Every stock issuance should have corresponding board approvals, stock purchase agreements, and 83(b) elections (where applicable). Missing documentation raises red flags.

Reconciliation

Your cap table should match your lawyers' records, your stock ledger, your company's certificate of incorporation, and any cap table software you use. Discrepancies require explanation.

Vesting Schedules

Track vesting status for all shareholders with vesting. Know who is fully vested, who has unvested shares, and what happens to unvested shares in an acquisition.

Convertible Instruments Summary

List all SAFEs, convertible notes, and warrants with their key terms. Model pro forma conversion at various valuations.

Option Grant Detail

Every option grant with dates, amounts, exercise prices, and vesting. Show exercises, cancellations, and forfeitures. Calculate the remaining option pool.

Actionable Advice

For Founders

Start with a clean cap table at incorporation. Use round numbers of shares (10 million is common). Establish your option pool before you need it. Update your cap table within 24 hours of any equity event. Reconcile with your lawyers quarterly.
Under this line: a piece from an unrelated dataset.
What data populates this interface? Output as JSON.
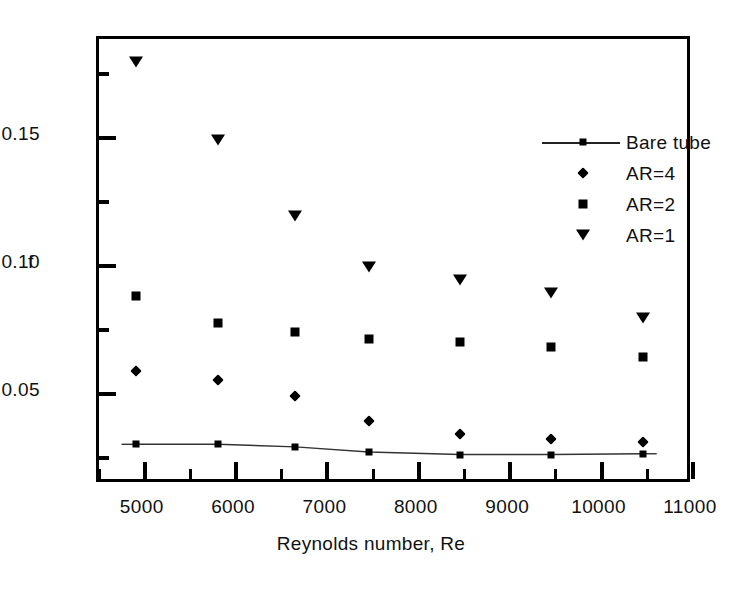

For Hiring and Compensation

Understand what percentage of the company an option grant represents. Be transparent with employees about how their equity fits into the cap table. Know how dilution from future rounds will affect employee ownership.

For Fundraising

Have your cap table ready before investor meetings. Be able to explain every line item. Model pro forma ownership at proposed valuations. Know your fully diluted share count and how you calculated it.

For Long-Term Planning

Project your cap table forward through multiple financing rounds. How much founder ownership remains after Series A, B, and C? What option pool expansion will investors require? Model scenarios to set expectations.

Cap Table and Company Control

Ownership and control aren't identical but they're related. Key control thresholds:

50%+: Board control (in many structures), ability to pass ordinary resolutions.

66.7%+: Ability to pass most supermajority resolutions.

90%+: Ability to squeeze out minority shareholders in some jurisdictions.

Watch how financing rounds affect these thresholds. Founders often lose majority ownership after Series A or B. Plan board composition and protective provisions accordingly.

The Bottom Line

Your cap table is more than a spreadsheet—it's the legal record of who owns your company and how much. It affects fundraising, hiring, exits, and every major corporate decision. Getting it right requires attention to detail, good systems, and regular maintenance.

Start clean, stay organized, and don't let complexity creep up on you. Use professional tools when you outgrow spreadsheets. Reconcile with your lawyers regularly. Model scenarios before they happen.

A well-maintained cap table is a sign of a well-run company. Investors notice. Employees appreciate it. And when it's time for an exit, you'll be grateful you got it right from the beginning.